What to do: Print every entry, word for word, and skip the images.

(Beginning of Records shown)

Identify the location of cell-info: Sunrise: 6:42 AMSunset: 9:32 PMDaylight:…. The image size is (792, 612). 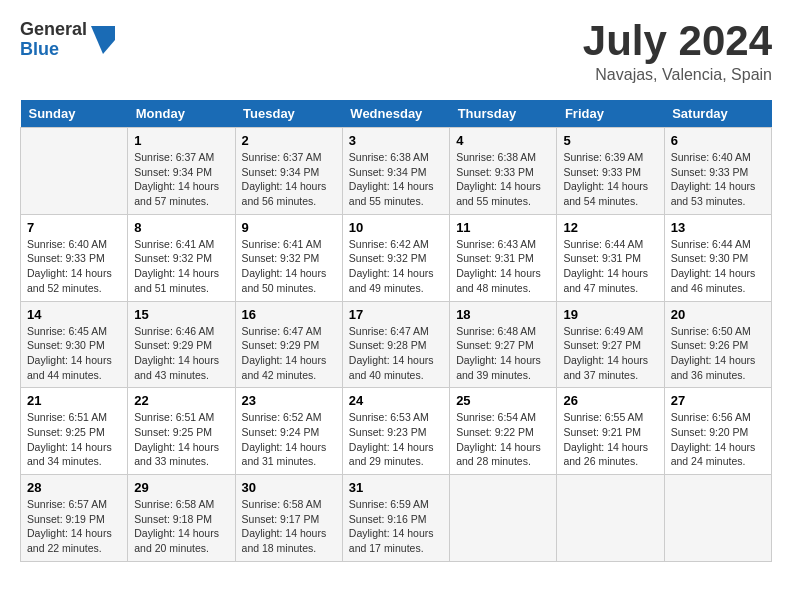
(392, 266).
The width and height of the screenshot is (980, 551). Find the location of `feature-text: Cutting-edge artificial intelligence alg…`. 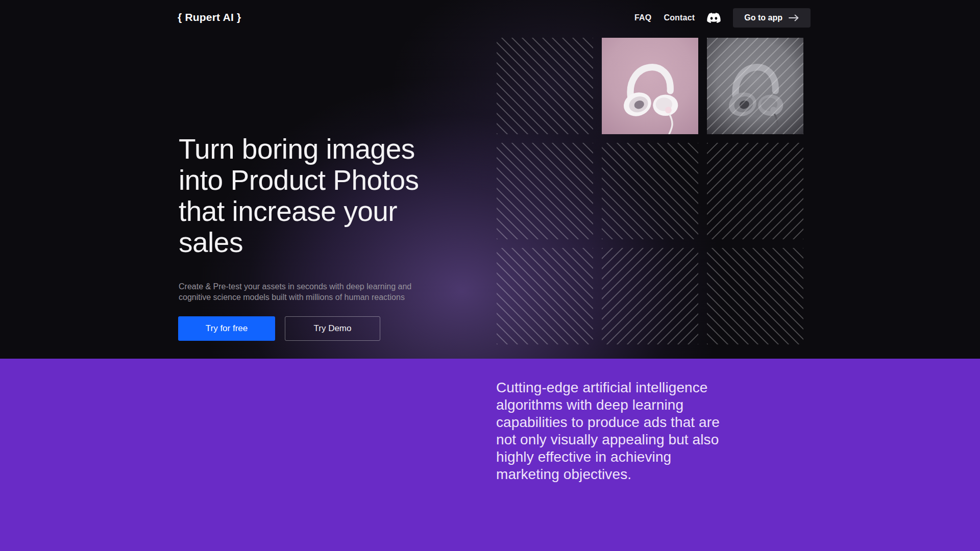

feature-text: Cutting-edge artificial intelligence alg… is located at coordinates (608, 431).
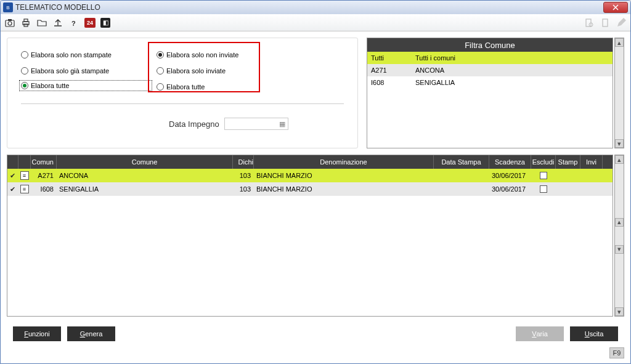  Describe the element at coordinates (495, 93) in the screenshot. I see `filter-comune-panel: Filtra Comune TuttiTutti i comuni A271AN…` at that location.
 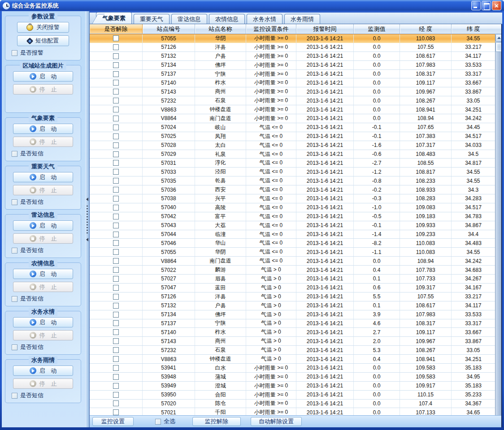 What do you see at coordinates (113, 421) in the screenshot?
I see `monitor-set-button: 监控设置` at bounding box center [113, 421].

(End of Records shown)

Solution for this problem:
Identify the location of cell-info: Sunrise: 6:42 AMSunset: 9:32 PMDaylight:…. The image size is (792, 612). 
(392, 266).
The width and height of the screenshot is (980, 551). Find the location of `feature-text: Cutting-edge artificial intelligence alg…`. 

feature-text: Cutting-edge artificial intelligence alg… is located at coordinates (608, 431).
  Describe the element at coordinates (495, 93) in the screenshot. I see `filter-comune-panel: Filtra Comune TuttiTutti i comuni A271AN…` at that location.
  What do you see at coordinates (113, 421) in the screenshot?
I see `monitor-set-button: 监控设置` at bounding box center [113, 421].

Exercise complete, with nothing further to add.